With the ongoing Ukraine war, tensions in Europe are on the rise. This is both due to an influx of war related-refugees to Central European cities, and discontent over the related rising cost of energy.
As bombs fall on Ukraine, European nations are waking up to the sorry state of their own civil defence. Currently, in Kyiv, emergency workers are preparing 425 shelters for use during a nuclear war.
In Prague, leftover Cold War-era bunkers are currently kept in a state of readiness to protect the population from nuclear war.
Prague’s nuclear bunkers
In 2019, it was estimated that there were 768 permanent shelters in Prague, with a total capacity for about 150,000 people.
Municipal authorities are obliged by law to provide shelters, and Prague’s nuclear bunkers take on many forms. Blast and fallout shelters are built into hillsides, found in various tunnels, located in deep sections of the subway, and installed in reinforced basements of buildings.
The Czech Fire and Rescue Service (FRS) admitted that “most” of the permanent pressure-resistant shelters are not in a condition for immediate use, and wouldn’t be prepared for such until a state of danger or war is officially declared.
Currently, the FRS said, it would be possible to provide shelter in these bunkers for approximately 6.5 per cent of the population of the Czech Republic.
Bezovka Shelter
Located in Prague’s Žižkov district, to have to enter through a graffiti-covered reinforced steel door at Parukářka Park.
The Bezovka shelter was built in the mid-1950s, and can hold more than 2,000 people. Currently, it is a site for commercial tourism and a venue for nightlife. Part of the shelter is open to the public for nuclear bunker tours that highlight aspects of life during the Cold War — sights include life-size dioramas depicting stereotypical life in a bunker during nuclear Armageddon, complete with mannequins of children in rubber gas masks.
Folimanka Bunker
Located in the Prague 2 district, this underground complex was an example of a public shelter designed for a neighbourhood. Corridors measuring 125 meters connected a labyrinth of underground rooms, totalling 1,332 square metres in area.
Completed in 1962, with its own power generator, running water and ventilation system, this bunker is still operational today for sheltering 1,300 people for a duration of 72 hours. The city agency for the Administration of Services runs the shelter and opens it to the public on occasional weekends for a self-guided walk through.
Obsolete equipment
The underground bunkers are a material embodiment of a post-communist aesthetic. Surrounded by obsolete equipment in decaying mazes of tunnels, you may feel like in a dystopian subterranean wasteland.
Despite their appearance, however, the bunkers are not just relics of a past era.
Over the years, some of Prague’s nuclear bunkers have been adapted to new and creative reuses. Rather than abandonment, new uses have prevailed like museum spaces, tourist attractions, spots for escape room games, places for nightlife and music, creative arts spaces, or storage sites.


WORK TASK:
From the records below, copy each line that has the word "Satz" in it.

DATA FOR REVIEW:
────────────────────────────────────────

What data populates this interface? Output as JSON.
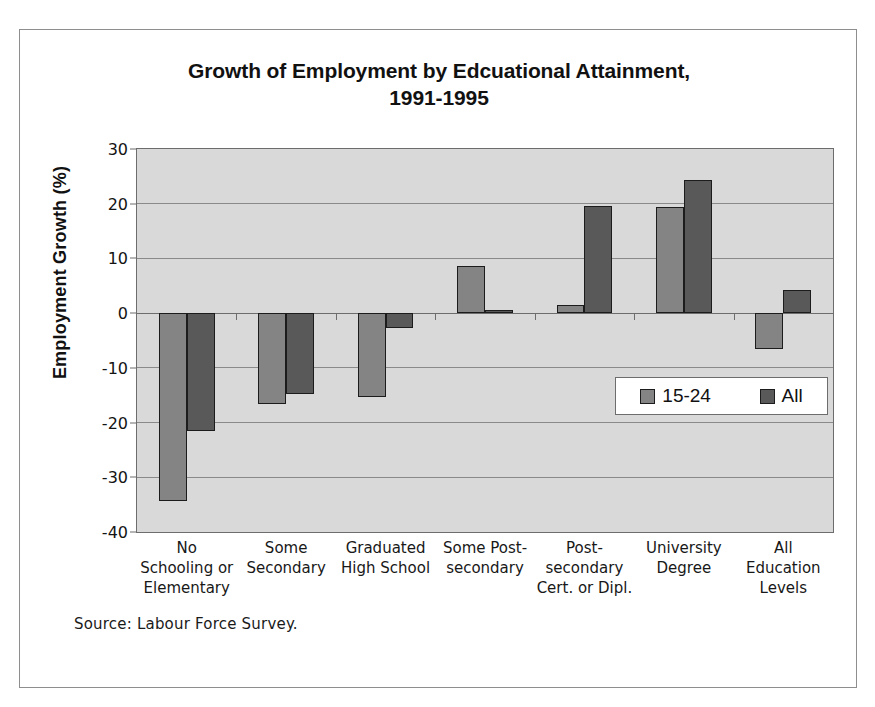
{
  "chart_data": {
    "type": "bar",
    "title": "Growth of Employment by Edcuational Attainment, 1991-1995",
    "title_line1": "Growth of Employment by Edcuational Attainment,",
    "title_line2": "1991-1995",
    "xlabel": "",
    "ylabel": "Employment Growth (%)",
    "ylim": [
      -40,
      30
    ],
    "ytick_step": 10,
    "yticks": [
      30,
      20,
      10,
      0,
      -10,
      -20,
      -30,
      -40
    ],
    "ytick_labels": [
      "30",
      "20",
      "10",
      "0",
      "-10",
      "-20",
      "-30",
      "-40"
    ],
    "grid": true,
    "legend_position": "bottom-right",
    "categories": [
      "No Schooling or Elementary",
      "Some Secondary",
      "Graduated High School",
      "Some Post-secondary",
      "Post-secondary Cert. or Dipl.",
      "University Degree",
      "All Education Levels"
    ],
    "category_label_lines": [
      [
        "No",
        "Schooling or",
        "Elementary"
      ],
      [
        "Some",
        "Secondary"
      ],
      [
        "Graduated",
        "High School"
      ],
      [
        "Some Post-",
        "secondary"
      ],
      [
        "Post-",
        "secondary",
        "Cert. or Dipl."
      ],
      [
        "University",
        "Degree"
      ],
      [
        "All",
        "Education",
        "Levels"
      ]
    ],
    "series": [
      {
        "name": "15-24",
        "color": "#848484",
        "values": [
          -34.3,
          -16.6,
          -15.4,
          8.6,
          1.5,
          19.4,
          -6.6
        ]
      },
      {
        "name": "All",
        "color": "#595959",
        "values": [
          -21.5,
          -14.8,
          -2.8,
          0.6,
          19.5,
          24.4,
          4.2
        ]
      }
    ],
    "source_note": "Source:  Labour Force Survey.",
    "plot_background": "#d9d9d9",
    "axis_color": "#6d6d6d"
  }
}
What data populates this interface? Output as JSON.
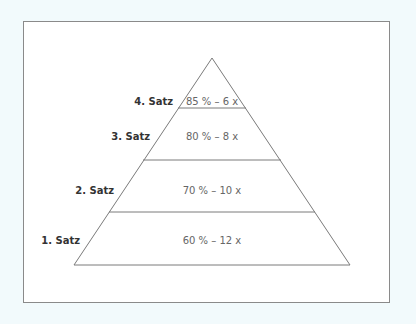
{
  "diagram": {
    "type": "pyramid",
    "colors": {
      "background": "#f2fafc",
      "frame_border": "#8a8a8a",
      "line": "#7a7a7a",
      "label": "#333333",
      "value": "#666666"
    },
    "levels": [
      {
        "label": "4. Satz",
        "value": "85 % – 6 x"
      },
      {
        "label": "3. Satz",
        "value": "80 % – 8 x"
      },
      {
        "label": "2. Satz",
        "value": "70 % – 10 x"
      },
      {
        "label": "1. Satz",
        "value": "60 % – 12 x"
      }
    ]
  }
}
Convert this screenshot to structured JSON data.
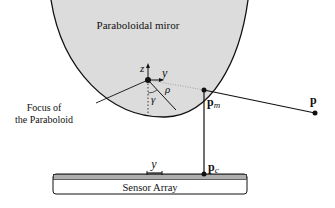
{
  "diagram": {
    "mirror_label": "Paraboloidal miror",
    "focus_label_line1": "Focus of",
    "focus_label_line2": "the Paraboloid",
    "axis_z": "z",
    "axis_y": "y",
    "angle_rho": "ρ",
    "angle_gamma": "γ",
    "point_pm": "p",
    "point_pm_sub": "m",
    "point_p": "p",
    "point_pc": "p",
    "point_pc_sub": "c",
    "sensor_y_label": "y",
    "sensor_label": "Sensor Array",
    "colors": {
      "mirror_fill": "#dcdcdc",
      "line": "#111111"
    }
  }
}
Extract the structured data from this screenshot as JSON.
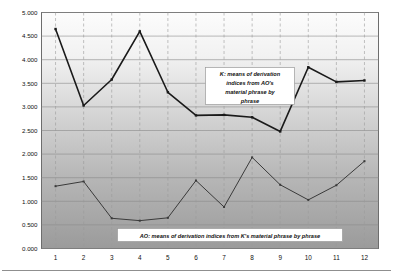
{
  "chart_data": {
    "type": "line",
    "title": "",
    "xlabel": "",
    "ylabel": "",
    "categories": [
      "1",
      "2",
      "3",
      "4",
      "5",
      "6",
      "7",
      "8",
      "9",
      "10",
      "11",
      "12"
    ],
    "x": [
      1,
      2,
      3,
      4,
      5,
      6,
      7,
      8,
      9,
      10,
      11,
      12
    ],
    "ylim": [
      0.0,
      5.0
    ],
    "xlim": [
      0.5,
      12.5
    ],
    "y_ticks": [
      "0.000",
      "0.500",
      "1.000",
      "1.500",
      "2.000",
      "2.500",
      "3.000",
      "3.500",
      "4.000",
      "4.500",
      "5.000"
    ],
    "y_tick_values": [
      0.0,
      0.5,
      1.0,
      1.5,
      2.0,
      2.5,
      3.0,
      3.5,
      4.0,
      4.5,
      5.0
    ],
    "grid": {
      "horizontal": true,
      "vertical": true,
      "vertical_style": "dashed",
      "horizontal_color": "#8a8a8a",
      "vertical_color": "#9a9a9a"
    },
    "legend_position": "inside-annotations",
    "series": [
      {
        "name": "K: means of derivation indices from AO's material phrase by phrase",
        "short_name": "K",
        "color": "#1a1a1a",
        "line_width": 1.6,
        "marker": "square",
        "values": [
          4.65,
          3.03,
          3.58,
          4.6,
          3.31,
          2.82,
          2.83,
          2.78,
          2.48,
          3.84,
          3.53,
          3.56
        ]
      },
      {
        "name": "AO: means of derivation indices from K's material phrase by phrase",
        "short_name": "AO",
        "color": "#3a3a3a",
        "line_width": 1.0,
        "marker": "square",
        "values": [
          1.32,
          1.42,
          0.64,
          0.59,
          0.65,
          1.44,
          0.88,
          1.93,
          1.35,
          1.03,
          1.34,
          1.85
        ]
      }
    ],
    "annotations": [
      {
        "id": "annotation-k",
        "lines": [
          "K:  means of derivation",
          "indices from AO's",
          "material phrase by",
          "phrase"
        ],
        "align": "center",
        "box": true
      },
      {
        "id": "annotation-ao",
        "lines": [
          "AO:  means of derivation indices from K's material phrase by phrase"
        ],
        "align": "center",
        "box": true
      }
    ],
    "plot_background": {
      "type": "vertical-gradient",
      "from": "#fbfbfb",
      "to": "#9d9d9d"
    },
    "frame_color": "#6d6d6d"
  }
}
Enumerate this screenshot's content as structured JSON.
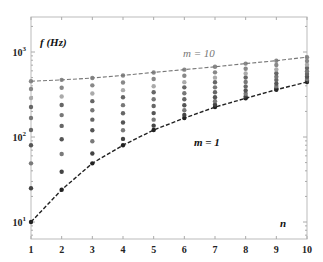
{
  "chart_data": {
    "type": "scatter",
    "title": "",
    "xlabel": "n",
    "ylabel": "f (Hz)",
    "yscale": "log",
    "xlim": [
      1,
      10
    ],
    "ylim": [
      7,
      2000
    ],
    "grid": false,
    "x": [
      1,
      2,
      3,
      4,
      5,
      6,
      7,
      8,
      9,
      10
    ],
    "x_tick_labels": [
      "1",
      "2",
      "3",
      "4",
      "5",
      "6",
      "7",
      "8",
      "9",
      "10"
    ],
    "y_ticks": [
      10,
      100,
      1000
    ],
    "y_tick_labels": [
      "10^1",
      "10^2",
      "10^3"
    ],
    "annotations": [
      {
        "text": "m = 10",
        "near": "upper dashed curve",
        "color": "#777777"
      },
      {
        "text": "m = 1",
        "near": "lower dashed curve",
        "color": "#111111"
      },
      {
        "text": "f (Hz)",
        "role": "y-axis label"
      },
      {
        "text": "n",
        "role": "x-axis label"
      }
    ],
    "series": [
      {
        "name": "m = 1",
        "style": "dashed line + markers",
        "color": "#222222",
        "values": [
          10,
          24,
          49,
          80,
          121,
          167,
          225,
          285,
          360,
          444
        ]
      },
      {
        "name": "m = 2",
        "style": "markers",
        "color": "#444444",
        "values": [
          25,
          39,
          64,
          95,
          136,
          182,
          240,
          300,
          374,
          458
        ]
      },
      {
        "name": "m = 3",
        "style": "markers",
        "color": "#7a7a7a",
        "values": [
          49,
          63,
          89,
          120,
          160,
          206,
          264,
          323,
          397,
          482
        ]
      },
      {
        "name": "m = 4",
        "style": "markers",
        "color": "#555555",
        "values": [
          80,
          94,
          120,
          148,
          191,
          236,
          293,
          353,
          425,
          513
        ]
      },
      {
        "name": "m = 5",
        "style": "markers",
        "color": "#666666",
        "values": [
          121,
          135,
          160,
          190,
          232,
          278,
          336,
          394,
          468,
          550
        ]
      },
      {
        "name": "m = 6",
        "style": "markers",
        "color": "#777777",
        "values": [
          167,
          181,
          206,
          237,
          278,
          327,
          384,
          444,
          511,
          595
        ]
      },
      {
        "name": "m = 7",
        "style": "markers",
        "color": "#666666",
        "values": [
          225,
          238,
          264,
          293,
          336,
          384,
          441,
          501,
          562,
          650
        ]
      },
      {
        "name": "m = 8",
        "style": "markers",
        "color": "#aaaaaa",
        "values": [
          287,
          300,
          325,
          356,
          395,
          442,
          499,
          560,
          623,
          710
        ]
      },
      {
        "name": "m = 9",
        "style": "markers",
        "color": "#888888",
        "values": [
          367,
          380,
          405,
          438,
          481,
          525,
          576,
          636,
          702,
          785
        ]
      },
      {
        "name": "m = 10",
        "style": "dashed line + markers",
        "color": "#888888",
        "values": [
          453,
          470,
          495,
          530,
          575,
          620,
          670,
          730,
          790,
          870
        ]
      }
    ]
  },
  "labels": {
    "ylabel": "f (Hz)",
    "xlabel": "n",
    "m_top": "m = 10",
    "m_bottom": "m = 1"
  }
}
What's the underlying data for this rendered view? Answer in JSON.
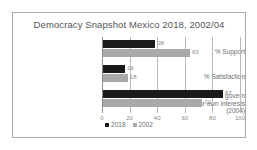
{
  "chart_data": {
    "type": "bar",
    "orientation": "horizontal",
    "title": "Democracy Snapshot Mexico 2018, 2002/04",
    "xlabel": "",
    "ylabel": "",
    "xlim": [
      0,
      100
    ],
    "xticks": [
      "0",
      "20",
      "40",
      "60",
      "80",
      "100"
    ],
    "grid": true,
    "legend_position": "bottom",
    "categories": [
      "% Support",
      "% Satisfaction",
      "% Powerful govern for own interests (2004)"
    ],
    "category_lines": [
      [
        "% Support"
      ],
      [
        "% Satisfaction"
      ],
      [
        "% Powerful govern",
        "for own interests",
        "(2004)"
      ]
    ],
    "series": [
      {
        "name": "2018",
        "color": "#1a1a1a",
        "values": [
          38,
          16,
          87
        ]
      },
      {
        "name": "2002",
        "color": "#a9a9a9",
        "values": [
          63,
          18,
          72
        ]
      }
    ]
  },
  "legend": {
    "items": [
      {
        "label": "2018",
        "color": "#1a1a1a"
      },
      {
        "label": "2002",
        "color": "#a9a9a9"
      }
    ]
  },
  "colors": {
    "series_2018": "#1a1a1a",
    "series_2002": "#a9a9a9",
    "gridline": "#b9b9b9",
    "frame": "#aaaaaa",
    "text": "#6f6f6f"
  }
}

────────────────────────────────────────

REPLY TO THE EXERCISE:
        "label": "4. Satz",
        "label": "3. Satz",
        "label": "2. Satz",
        "label": "1. Satz",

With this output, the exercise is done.